Still from No Shelter from the Storm, Anca Benera & Arnold Estefan (2015); courtesy the artists and
Collection Video-Forum, Neuer Berliner Kunstverein (n.b.k.)
No Shelter from the Storm (2015)
05:42 mins
Selected by Collection Video-Forum, Neuer Berliner Kunstverein (n.b.k)
In Anca Benera and Arnold Estefan’s film No Shelter From The Storm two young people climb a mountainous terrain of destroyed forests, whistling the tune of Where Have All the Flowers Gone?, an anti-war protest song from the 1960s.
The video was shot in one of the last primeval forests in Europe, at the borderlands with Ukraine. This region on the Romanian-Ukrainian border is not only important for ecological reasons, but also politically, historically, and militarily significant.
Whistled against the backdrop of devastating mountainsides, the international anti-war melody becomes an appeal against military conflict, global exploitation, and environmental destruction.
The film was a commissioned work for the School of Kyiv Biennial (2015), created within the context of the political crisis around Crimea and the starting point of the armed conflict in the Donbas region.
Arnold Estefan & Anca Benera courtesy the artists
Where are you from and how did you become interested in moving image work? Most of our works are rooted in the geopolitical context where we come from, Romania, historically situated at the peripheries of empires. Our first works were performances in which the camera was a witness. Since then, we often choose to work with moving images because of their time-based specifics and capacity to juxtapose multiple layers that create a single narrative.
What inspired/influenced you to make the work?
It was a commissioned work for the School of Kyiv Biennial in 2015, created within the context of the political crisis around Crimea and the starting point of the armed conflict in the Donbas region. The spark that incited the work was the history behind the anti-war song Where have all the flowers gone? In fact, the lyrics of this American tune originated in the Ukrainian Cossack folk song Koloda Duda, from the novel The Quiet Don, written by Mikhail Sholokhov. Another inspiring moment was the unexpected discovery of a collection of tree leaves from the Carpathian mountains, that Arnold's father had collected in the 1950s. Those trees no longer exist today, because the forests disappeared.

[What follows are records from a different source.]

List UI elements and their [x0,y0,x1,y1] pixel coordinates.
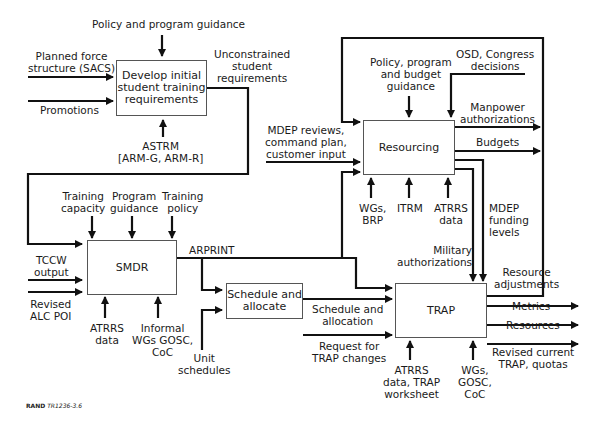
trap-box: TRAP [395,283,487,338]
label-atrrs-data-resourcing: ATRRS data [434,202,468,226]
label-unconstrained-requirements: Unconstrained student requirements [214,48,290,84]
label-promotions: Promotions [40,104,99,116]
footer-org: RAND [26,402,45,409]
label-atrrs-data-trap-worksheet: ATRRS data, TRAP worksheet [383,364,440,400]
label-military-authorizations: Military authorizations [397,244,472,268]
label-resource-adjustments: Resource adjustments [494,266,559,290]
label-program-guidance: Program guidance [110,190,158,214]
label-itrm: ITRM [397,202,423,214]
footer-figure-id: TR1236-3.6 [47,402,82,409]
label-atrrs-data-smdr: ATRRS data [90,322,124,346]
label-budgets: Budgets [476,136,519,148]
label-mdep-funding-levels: MDEP funding levels [489,202,529,238]
develop-requirements-box: Develop initial student training require… [116,60,207,116]
label-osd-congress-decisions: OSD, Congress decisions [456,48,534,72]
label-schedule-and-allocation: Schedule and allocation [312,303,383,327]
smdr-box: SMDR [87,240,177,295]
label-metrics: Metrics [512,300,550,312]
figure-footer: RAND TR1236-3.6 [26,402,82,409]
label-request-trap-changes: Request for TRAP changes [312,340,386,364]
resourcing-box: Resourcing [363,120,455,175]
label-planned-force-structure: Planned force structure (SACS) [28,50,115,74]
label-arprint: ARPRINT [189,244,234,256]
schedule-allocate-box: Schedule and allocate [226,283,303,319]
label-revised-current-trap: Revised current TRAP, quotas [492,346,574,370]
label-manpower-authorizations: Manpower authorizations [460,101,535,125]
label-wgs-brp: WGs, BRP [359,202,386,226]
label-resources: Resources [506,319,560,331]
label-wgs-gosc-coc: WGs, GOSC, CoC [458,364,492,400]
label-revised-alc-poi: Revised ALC POI [30,298,71,322]
label-policy-program-guidance: Policy and program guidance [92,18,245,30]
label-tccw-output: TCCW output [34,254,69,278]
label-unit-schedules: Unit schedules [178,352,231,376]
label-astrm: ASTRM [ARM-G, ARM-R] [118,140,203,164]
label-training-policy: Training policy [162,190,203,214]
label-policy-program-budget-guidance: Policy, program and budget guidance [370,56,452,92]
label-training-capacity: Training capacity [61,190,105,214]
label-mdep-reviews: MDEP reviews, command plan, customer inp… [265,124,347,160]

What are you working on at the moment?
We are doing research on the Black Sea, a zone that has always attracted economic attention and generated interest among both regional and non-regional forces. This is the place where one of the recent projects is situated. It will be a multichannel video installation that interconnects a number of distinct geographies and industries, from the Atlantic Ocean to the Black Sea, that share a common mineral: the diamond. The history of diamond mining is closely related to the colonial times of German South West Africa but those land resources in todays' Namibia, are slowly depleting, and the ocean became the next mining frontier. One of the first custom-made diamond recovery vessels is constructed in a Romanian shipyard at the Black Sea coast. In the film, the diamond comes to represent a symbolic frontier of human and technological relations to the landscape.
Anca Benera (*1977 in Constanta / Romania) and Arnold Estefan (*1978 in Targu-Secuiesc / Romania), are based in Vienna and Bucharest. Their work comprises installations, videos, and performances. The artist duo is interested in the structures hidden behind historical, social, and geopolitical narratives and the military and political impact on the environment.
Their works have been shown in exhibitions and biennials including Potential Worlds, Migros Museum, Zurich (2021); Natural Histories. Traces of the Political, mumok Vienna (2017); Sounds and Sites, The Jewish Museum, New York (2016); Global Control and Censorship, ZKM, Karlsruhe (2016); Der Brancusi Effekt, Kunsthalle Wien (2015); Mum, am I barbarian? 13th Istanbul Biennial, (2013); and Intense Proximity, La Triennale, Palais de Tokyo, Paris/France (2012).